Tuesday, June 12, 2007

200th post!

Well, here we are, #200. It feels like there was less time between 100 and 200, but I think the reverse is actually true (I don't particularly care to go back and look it up). Either way, it's been a good ride, and one of these days I'll get back to posting more regularly, but today is just another day to celebrate. Speaking of celebrate, I had a birthday and turned 23 this weekend and have had enough cake to kill 3 diabetics in the last 3-4 days so I'm barely alive as it is, so give me a few more days.

While I continue my extended respite, and we dive full on into a summer movie season replete with sequels and threequels, I recommend you take a look at this defense of movie sequels (conceptually) from David Bordwell and a group of other film historians/researchers/professors.

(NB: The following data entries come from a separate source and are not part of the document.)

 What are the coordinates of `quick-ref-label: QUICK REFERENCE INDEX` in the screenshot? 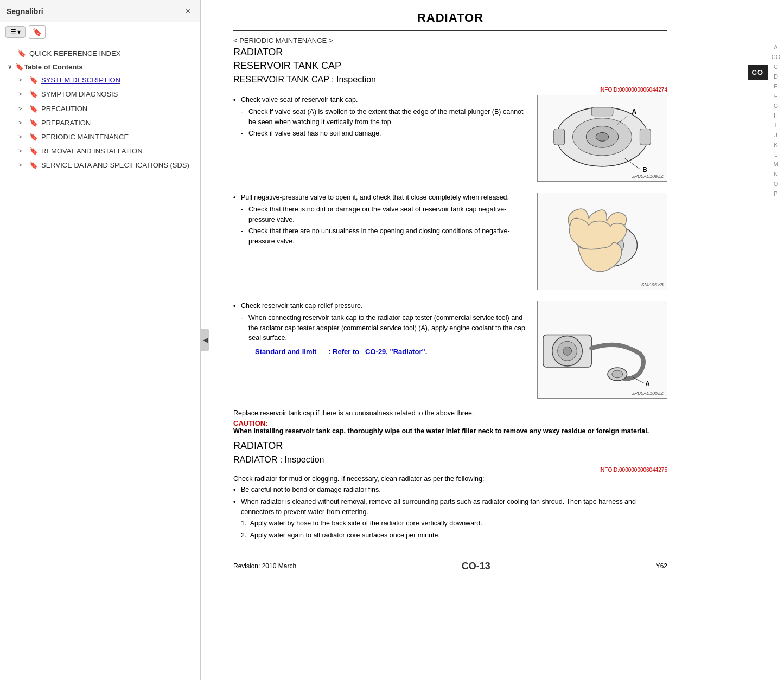 It's located at (113, 54).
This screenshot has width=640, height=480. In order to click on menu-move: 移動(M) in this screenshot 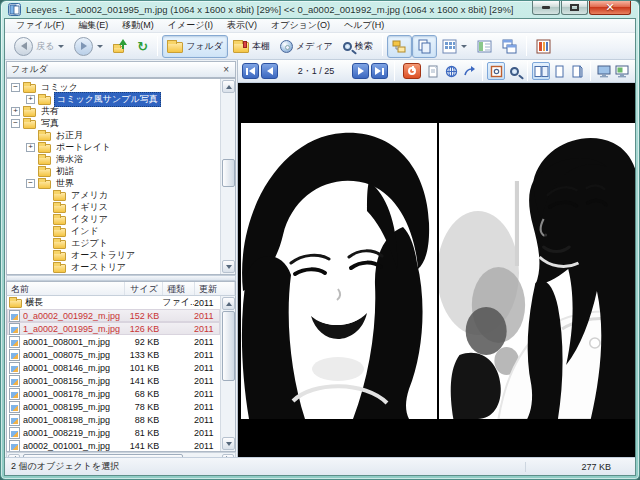, I will do `click(138, 26)`.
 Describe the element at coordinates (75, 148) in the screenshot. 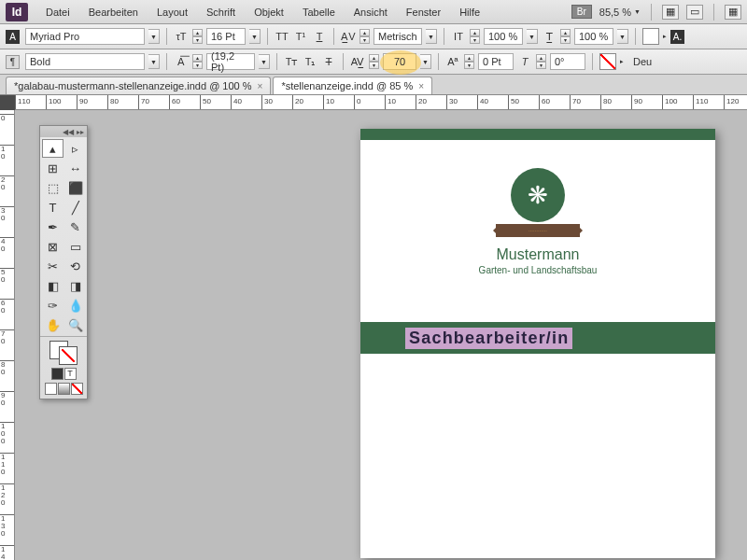

I see `direct-select-tool-icon: ▹` at that location.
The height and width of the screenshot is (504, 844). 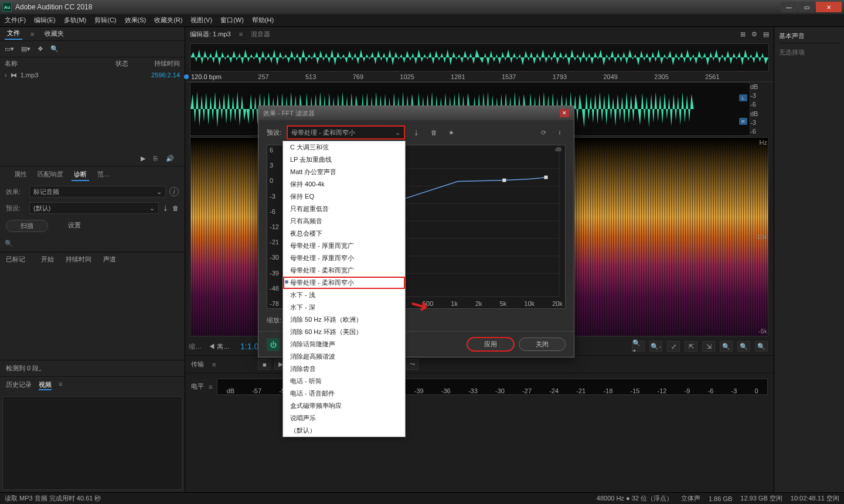 What do you see at coordinates (40, 49) in the screenshot?
I see `multitrack-icon: ❖` at bounding box center [40, 49].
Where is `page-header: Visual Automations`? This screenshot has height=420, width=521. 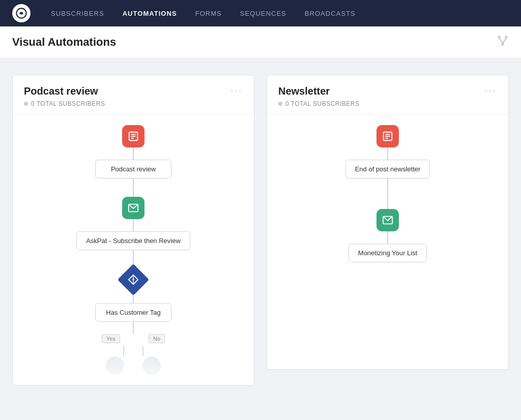
page-header: Visual Automations is located at coordinates (260, 43).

Michael Newman writes: "Sequels exist in all narrative forms–novels, plays, movies, television, videogames, comics, operas. What is the Bible but a series of sequels? Didn’t Shakespeare follow up Henry IV with a part II? What of Wagner’s Ring Cycle and Updike’s Rabbit novels? Many novelists of high reputation have written sequels, including Thackeray, Trollope, Faulkner, and Roth. There is nothing intrinsically unimaginative about continuing a story from one text to another. Because narratives draw their basic materials from life, they can always go on, just as the world goes on. Endings are always, to an extent, arbitrary. Sequels exploit the affordance of narrative to continue."